An October 2007 article in Automotive News says that Toyota Motor Corporation is accused of racist practices. For years, black dealers have complained that Toyota and other import-brand automakers benefit from selling vehicles to minority customers, but provide inadequate training and financial aid to minority dealers.
An October 2007 report in Bulletin Wire states that Toyota has reassured its 4,000 Melbourne workers their jobs are safe, for now, amid fears rising market pressures will force its Australian plant to close. In the latest blow to Australia’s multibillion-dollar car industry, Toyota has warned it could head offshore if tariffs are relaxed on top of the thriving Australian dollar.
Country Risk
The company operates in Colombia, China, Haiti, Kuwait, Oman, Saudi Arabia, Guatemala, Bahrain, Brunei, Angola, Sudan, Zimbabwe, the United Arab Emirates and Vietnam, which are on the AFL-CIO Country Watch List. Countries on this list are either lacking labor legislation that recognizes fundamental worker rights or they have labor legislation, but it is not enforced.
Union & Employee Relations
Toyota workers are represented by the Vehicles Builders Union and Electrical Trades Union, the UAW, the Kanto Regional Council of the Japan All Shipbuilding and Engineering Union, Japan Auto-Workers’ Network (JAWN), APWSL, Confederation of Japan Automobile Workers’ Unions (JAW), ASAHI, Toyota Motor Philippines Corporation Workers Association, Amicus manufacturing union, and the Federation of All Toyota Workers’ Unions. Approximately 88% of Toyota’s regular employees in Japan are members of the Federation of All Toyota Workers’ Unions.

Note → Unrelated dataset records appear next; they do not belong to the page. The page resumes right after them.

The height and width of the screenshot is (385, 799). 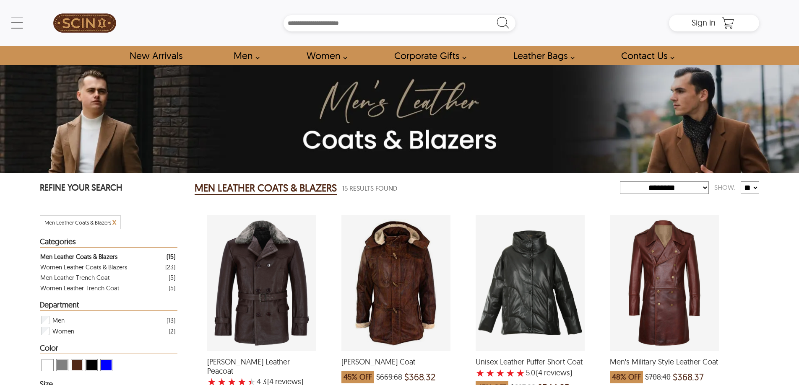 What do you see at coordinates (109, 349) in the screenshot?
I see `div: Heading Filter Men Leather Coats & Blazers by Color` at bounding box center [109, 349].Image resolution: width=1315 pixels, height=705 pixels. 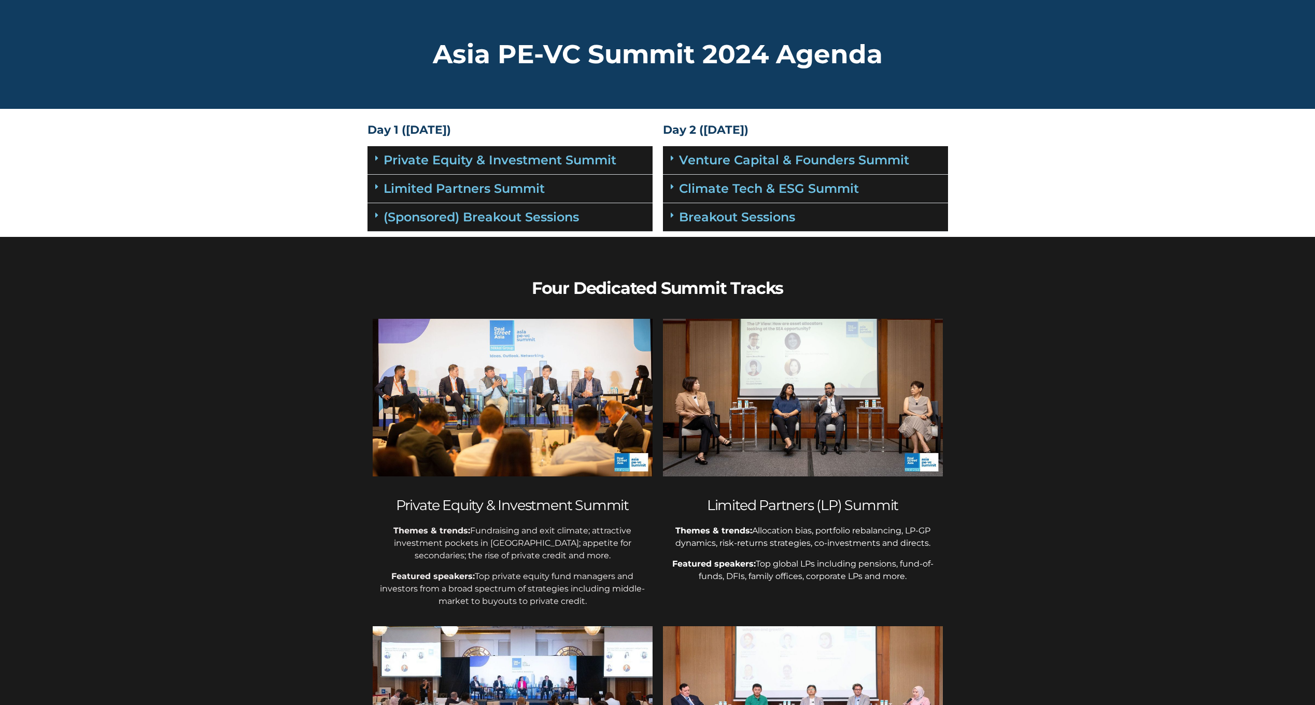 I want to click on span: Top global LPs including pensions, fund-of-funds, DFIs, family offices, corporate LPs and more., so click(x=816, y=569).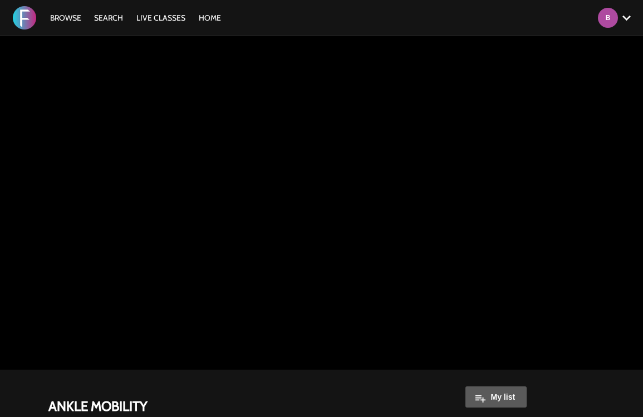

In January 2006, about 1,550 workers at a Toyota factory in India went on strike to protest the dismissal of three workers. The company then imposed a lockout, but later resumed partial production with non-unionized workers. Labor leaders allege that the workers were fired from the Bangalore plant for being active in the union, while management says they were fired for disciplinary reasons. The strike lasted two weeks.
Assessment
Toyota represents a clear example of a company’s corporate responsibility policies not matching its practice. In addition to the human rights violation noted in this report, Toyota has extensive operations in high risk countries, it has been accused of racist practices, and the company sued the state of California over carbon-dioxide emissions regulations.